21 June 2017

The Wohlleben defense, of all people, tries to depoliticize the racist murders

Today the Wohlleben defense made further comments on their motion to hear a psychiatric expert witness concerning Mundlos and Böhnhardt. The aim of that motion, according to counsel Klemke, was to prove that the Böhnhardt’s and Mundlos’ motive for the murder had not been “xenophobia”, but rather a “lust to kill”, which was based in the two men’s antisocial personality disorder and which thus could not be recognized by third persons. In the NSU videos, Böhnhardt and Mundlos had then tried, according to Klemke, to hide that motivation by claiming to have acted out of “xenophobia”.
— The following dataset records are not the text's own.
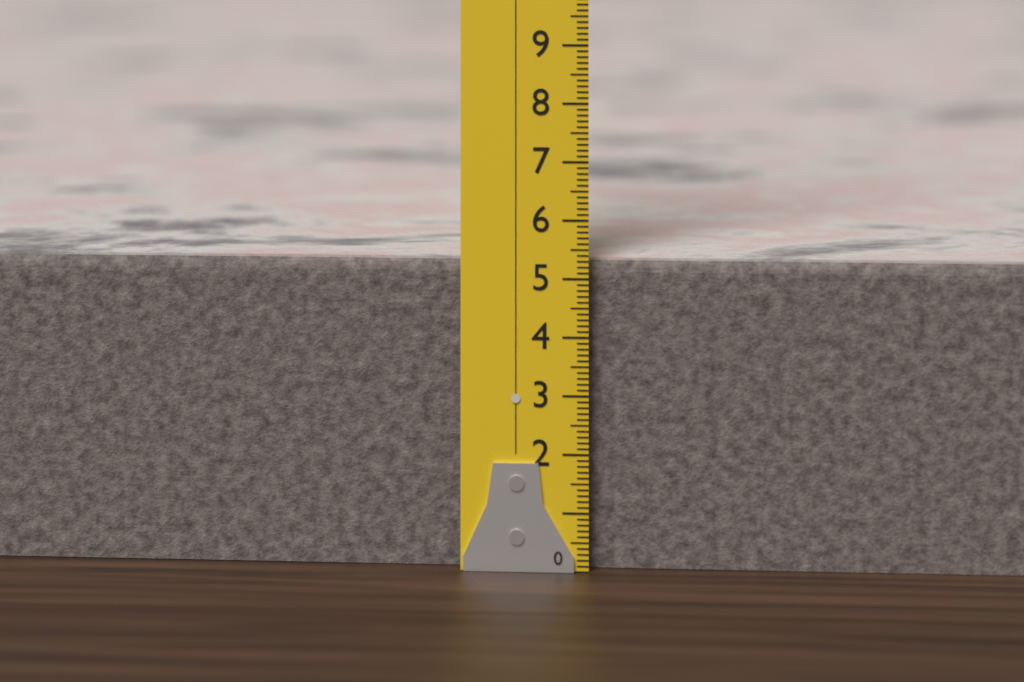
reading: 5.3 (no unit)
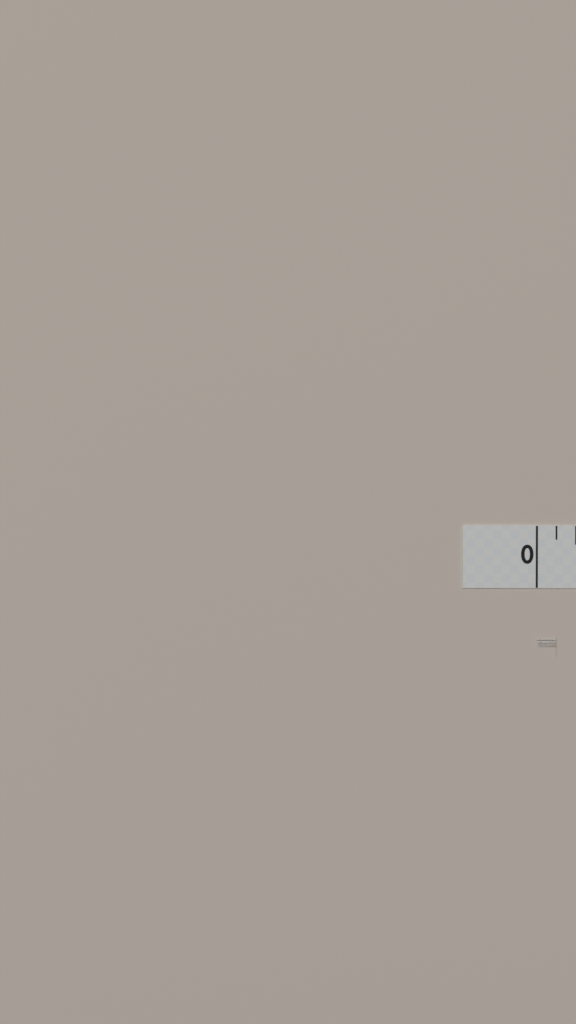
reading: 0.125 in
Of course, this attempt by the defense will not be successful – on the legal question, the prosecution simply noted that an “antisocial” perpetrator was still able to develop motives for murder such as racism and that accordingly, the expert testimony requested by the defense would not be of any help to the court. Neither will the strategy be successful politically – after all, as noted by victims’ counsel Yavuz Narin, it is apparent that precisely those aspects on which Klemke tried to base his pseudo-psychiatric “diagnosis” – the dehumanization of the victims, a total lack of empathy and a tendency towards “self-stylization or self-heroization” – were simply an expression of the inhuman National Socialist ideology which Böhnhardt and Mundlos adhered to.
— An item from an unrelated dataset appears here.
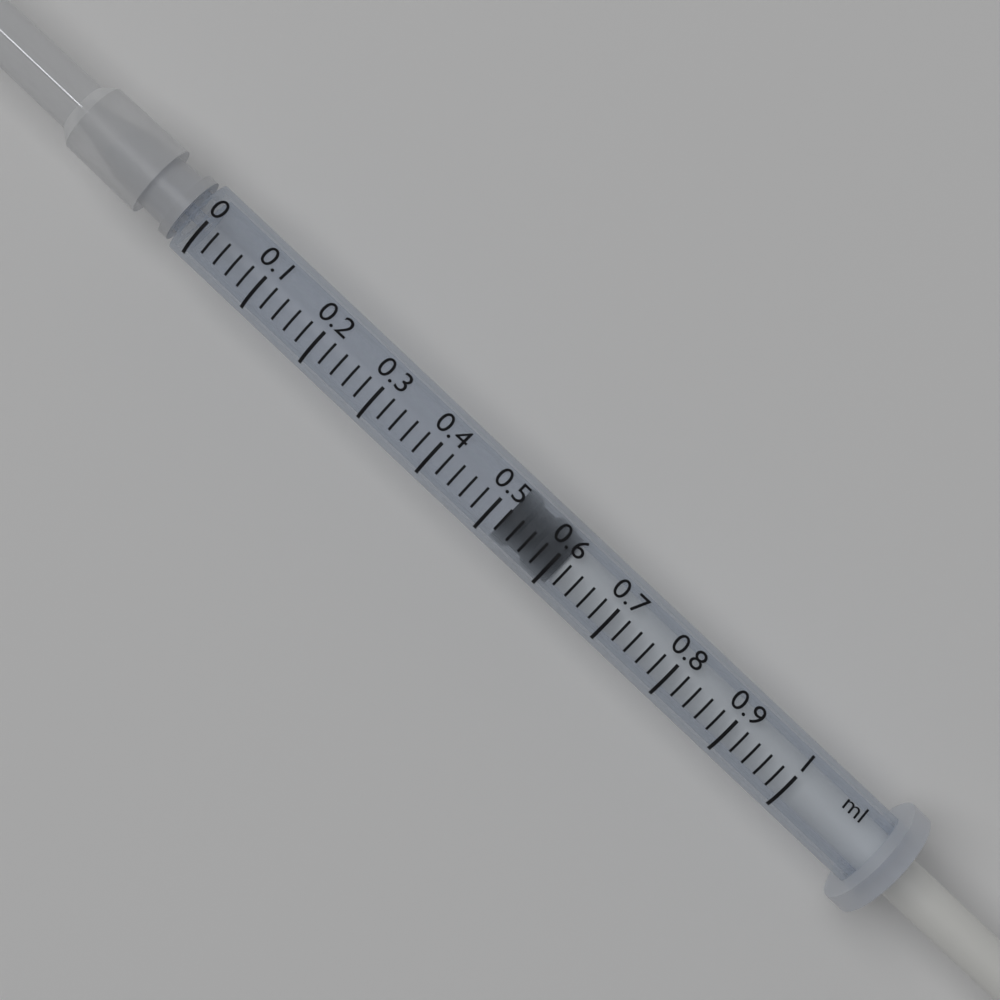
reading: 0.52 ml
An ideology, moreover, which Wohlleben also adhered to and still adheres to, contrary to the denials of his defense – this is clearly shown by a T-Shirt found in his apartment in 2011 which depicts the train tracks leading to the concentration camp Auschwitz under the heading of “Railway Romanticism” and which Wohlleben had apparently slept in. The defense nonetheless tries time and again to present their client as a peace-loving National Democrat.
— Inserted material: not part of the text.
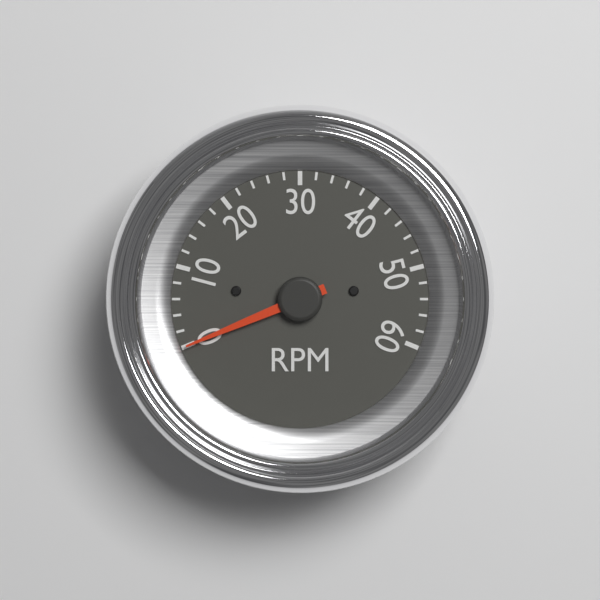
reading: 0 RPM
At the same time, the defense uses every opportunity it can to make propaganda on behalf of the Nazi party NPD and Wohlleben’s Nazi comrades outside the courtroom in its motions and statements in court, activities with which earned the applause of that scene. Not so today: accused André Eminger, in whose living room police found a hand-drawn portrait of Böhnhardt and Mundlos above the slogan “unforgotten”, was apparently not happy at all about this depolitization of his heroes, followed the reading of the motion cross-armed and with a disparaging facial expression.

The trial days on Thursday as well as next Tuesday and Wednesday have been canceled, the trial will continue on Thursday, 29 June with expert witness Prof. Saß.